▶ **WORK TO COMPLETE**
Copy out exactly the lines below that run from the one holding "The height and width of the screenshot is (399, 532)." to the one holding "The image size is (868, 489).", keeping both of those lines and no others.

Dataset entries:
------------------------------------------------------------------------

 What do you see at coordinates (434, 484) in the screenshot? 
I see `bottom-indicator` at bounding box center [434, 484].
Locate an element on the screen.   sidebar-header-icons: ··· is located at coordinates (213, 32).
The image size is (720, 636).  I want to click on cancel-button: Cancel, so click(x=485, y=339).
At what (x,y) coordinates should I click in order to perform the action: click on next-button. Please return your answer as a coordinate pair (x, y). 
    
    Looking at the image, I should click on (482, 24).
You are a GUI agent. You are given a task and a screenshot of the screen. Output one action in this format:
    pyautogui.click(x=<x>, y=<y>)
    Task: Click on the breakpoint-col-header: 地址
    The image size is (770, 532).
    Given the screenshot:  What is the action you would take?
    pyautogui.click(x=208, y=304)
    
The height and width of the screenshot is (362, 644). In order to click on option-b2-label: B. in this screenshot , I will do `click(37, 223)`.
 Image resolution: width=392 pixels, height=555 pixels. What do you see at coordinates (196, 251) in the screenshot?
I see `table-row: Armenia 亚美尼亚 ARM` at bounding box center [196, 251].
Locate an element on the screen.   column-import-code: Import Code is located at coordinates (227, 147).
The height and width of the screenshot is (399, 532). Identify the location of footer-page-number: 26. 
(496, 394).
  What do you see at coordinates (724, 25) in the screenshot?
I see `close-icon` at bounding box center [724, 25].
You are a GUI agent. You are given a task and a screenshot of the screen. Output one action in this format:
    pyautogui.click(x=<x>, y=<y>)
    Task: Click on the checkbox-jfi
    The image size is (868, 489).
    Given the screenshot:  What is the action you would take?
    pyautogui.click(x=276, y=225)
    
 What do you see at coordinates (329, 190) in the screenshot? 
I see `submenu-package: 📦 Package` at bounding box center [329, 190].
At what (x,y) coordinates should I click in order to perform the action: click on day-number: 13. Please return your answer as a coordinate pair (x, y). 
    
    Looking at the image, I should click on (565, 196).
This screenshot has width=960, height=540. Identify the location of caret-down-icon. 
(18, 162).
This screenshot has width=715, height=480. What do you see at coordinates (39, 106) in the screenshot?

------------------------------------------------------------------------

▶ **RESULT FOR THIS TASK**
The height and width of the screenshot is (399, 532). Identify the location of footer-page-number: 26. 
(496, 394).
  What do you see at coordinates (724, 25) in the screenshot?
I see `close-icon` at bounding box center [724, 25].
You are a GUI agent. You are given a task and a screenshot of the screen. Output one action in this format:
    pyautogui.click(x=<x>, y=<y>)
    Task: Click on the checkbox-jfi
    The image size is (868, 489).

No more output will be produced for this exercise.